Glazed lobster came with a pork sauce and a little green curry laced with lemongrass. The lobster was tender and the gentle spice of the foam nicely lifted the dish and also avoided too much richness from the pork (16/20). Next was pork cheek with saltwater crawfish from Galicia and a creamy chicken broth flavoured with foie gras. The crayfish was tender and combined well with the pork (18/20). The final savoury element was partridge with a little glass of consommé on the side. The bird had deep flavour but very soft texture; the consommé was well made and had intense flavour. Overall, it was rather rich though enjoyable and may have benefited from an additional element to provide a contrast of textures (17/20).
Cheese came in the form of a green hemisphere with a biscuit flavoured with Iberian ham, oregano and sheep cheese along with an olive oil biscuit with quince marmalade and an ice cream made from the cheese. This was quite technical and doubtless very clever though to be honest I would rather have just eaten from a regular cheese board.
The sweet dishes started with a yuzu ganache with yoghurt, fennel and pork rinds that was distinctly ordinary, the sharpness of the yuzu curiously subdued, the pork rinds simply out of place (13/20). Odder still was “Iberian chocolate” that had coffee ground like pepper over a creme brulee coffee ice cream flavoured with yellow lard of aged Iberian ham along with meringue laced with anise and a biscuit that tasted of olive oil. This was an experiment too far for me, and whatever technical skill was on display here was overshadowed by a dish that simply was not very enjoyable to eat (barely 12/20).
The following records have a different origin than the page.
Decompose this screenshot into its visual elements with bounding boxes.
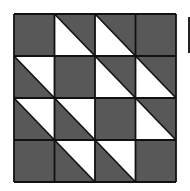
cell-1-1-solid xyxy=(55,56,96,98)
quilt-grid xyxy=(13,13,177,183)
cell-0-3-solid xyxy=(136,14,177,56)
cell-0-0-solid xyxy=(14,14,55,56)
cell-2-2-solid xyxy=(95,98,136,140)
cell-3-3-solid xyxy=(136,140,177,182)
quilt-block-diagram xyxy=(13,13,177,183)
cell-3-0-solid xyxy=(14,140,55,182)
edge-bar xyxy=(188,17,190,53)
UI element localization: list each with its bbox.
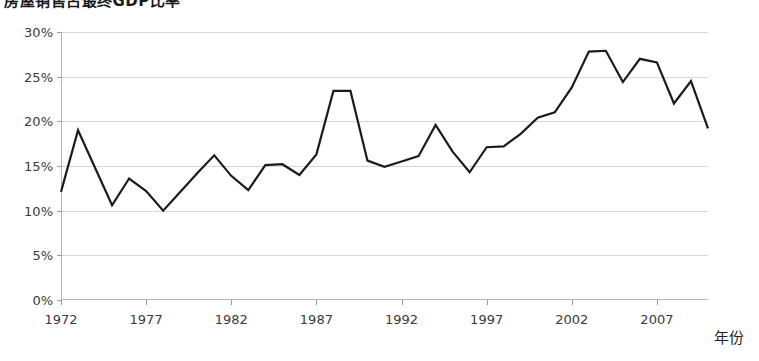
x-axis-tick-label: 1972 [44, 312, 77, 327]
x-tick-mark [657, 300, 658, 305]
y-axis-tick-label: 20% [24, 114, 53, 129]
x-axis-tick-label: 1977 [130, 312, 163, 327]
x-tick-mark [61, 300, 62, 305]
x-tick-mark [402, 300, 403, 305]
y-axis-tick-label: 0% [32, 293, 53, 308]
series-line-chart [61, 32, 708, 300]
plot-area [61, 32, 708, 300]
y-axis-tick-label: 25% [24, 69, 53, 84]
x-tick-mark [231, 300, 232, 305]
x-tick-mark [146, 300, 147, 305]
chart-title: 房屋销售占最终GDP比率 [4, 0, 181, 10]
y-axis-tick-label: 30% [24, 25, 53, 40]
y-axis-tick-label: 10% [24, 203, 53, 218]
x-axis-tick-label: 2002 [555, 312, 588, 327]
y-axis-tick-label: 15% [24, 159, 53, 174]
x-axis-tick-label: 1982 [215, 312, 248, 327]
x-tick-mark [316, 300, 317, 305]
x-tick-mark [572, 300, 573, 305]
y-axis-tick-label: 5% [32, 248, 53, 263]
x-axis-title: 年份 [714, 326, 744, 347]
x-axis-tick-label: 2007 [640, 312, 673, 327]
x-axis-tick-label: 1992 [385, 312, 418, 327]
series-path-housing-share [61, 51, 708, 211]
x-tick-mark [487, 300, 488, 305]
chart-container: 房屋销售占最终GDP比率 0%5%10%15%20%25%30% 1972197… [0, 0, 759, 361]
x-axis-tick-label: 1997 [470, 312, 503, 327]
x-axis-tick-label: 1987 [300, 312, 333, 327]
Coffee capsules were used here, filled with the pleasant Kilimanjaro blend from Nespresso. A nicely displayed tray of petit fours included a “cherry” that was actually a ganache of white chocolate coloured to resemble a cherry. There was a coconut biscuit, a good beignet, little muffins, a lemon macaroon, raspberry jelly, a jelly of apple and orange and a Valrhona chocolate. These were all very nice, showing that the kitchen was perfectly capable of producing some enjoyable desserts if it put its mind to it and omitted its obsession with injecting pork into desserts. which is never going to be a very successful idea at the best of times.
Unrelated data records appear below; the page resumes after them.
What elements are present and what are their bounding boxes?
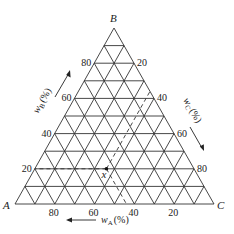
axis-c-arrow <box>190 127 204 151</box>
svg-text:20: 20 <box>137 57 147 68</box>
construction-lines <box>35 91 150 204</box>
svg-text:60: 60 <box>89 207 99 218</box>
point-x-label: x <box>100 168 106 180</box>
svg-text:20: 20 <box>22 163 32 174</box>
svg-text:80: 80 <box>49 207 59 218</box>
svg-text:60: 60 <box>61 92 71 103</box>
vertex-a-label: A <box>2 199 10 211</box>
svg-text:80: 80 <box>197 163 207 174</box>
svg-text:wC(%): wC(%) <box>180 96 205 126</box>
svg-text:20: 20 <box>168 207 178 218</box>
svg-text:60: 60 <box>177 128 187 139</box>
axis-c-title: wC(%) <box>180 96 205 126</box>
ternary-diagram: x A B C 80604020 20406080 20406080 wA(%)… <box>0 0 234 234</box>
arrow-left-icon <box>66 218 72 223</box>
svg-text:80: 80 <box>81 57 91 68</box>
svg-text:40: 40 <box>42 128 52 139</box>
vertex-c-label: C <box>217 199 225 211</box>
axis-b-ticks: 20406080 <box>22 57 91 174</box>
svg-text:40: 40 <box>157 92 167 103</box>
svg-text:wA(%): wA(%) <box>101 214 129 227</box>
grid-lines <box>15 28 214 204</box>
vertex-b-label: B <box>110 12 117 24</box>
svg-text:wB(%): wB(%) <box>30 86 55 116</box>
axis-b-title: wB(%) <box>30 86 55 116</box>
svg-text:40: 40 <box>128 207 138 218</box>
Service was classy, the staff friendly and attentive throughout. The bill came to €478 (£409) per person. The chef was very friendly though there was one little moment that rankled. When I was waiting for my dining companions in the bar the chef popped in before service to have a little chat. He pulled up a chair and beckoned over a waitress and asked her to bring two glasses of manzanilla sherry. I had yet to order anything to drink, sampled the sherry that was brought but didn’t have much as I was saving myself for the wine list. This all seemed a very friendly gesture yet two glasses of sherry appeared on my bill when I checked out the following day.
Atrio was an enjoyable enough experience, but the decision to feature pork in every course, even the desserts, sounded intriguing but in the end it seemed repetitive and artificial. Some dishes felt contrived, with a pork element somehow levered into the dish to retain the concept. There was also a theme of very soft textured dishes, with one or other mayonnaise-like consistency appearing in dishes that could easily have been improved by adding some crisper dish elements or even (which seems to be heresy in Spanish fine dining) the odd vegetable. The wine list is vast but the erratic and eccentric pricing makes it something of a minefield to navigate.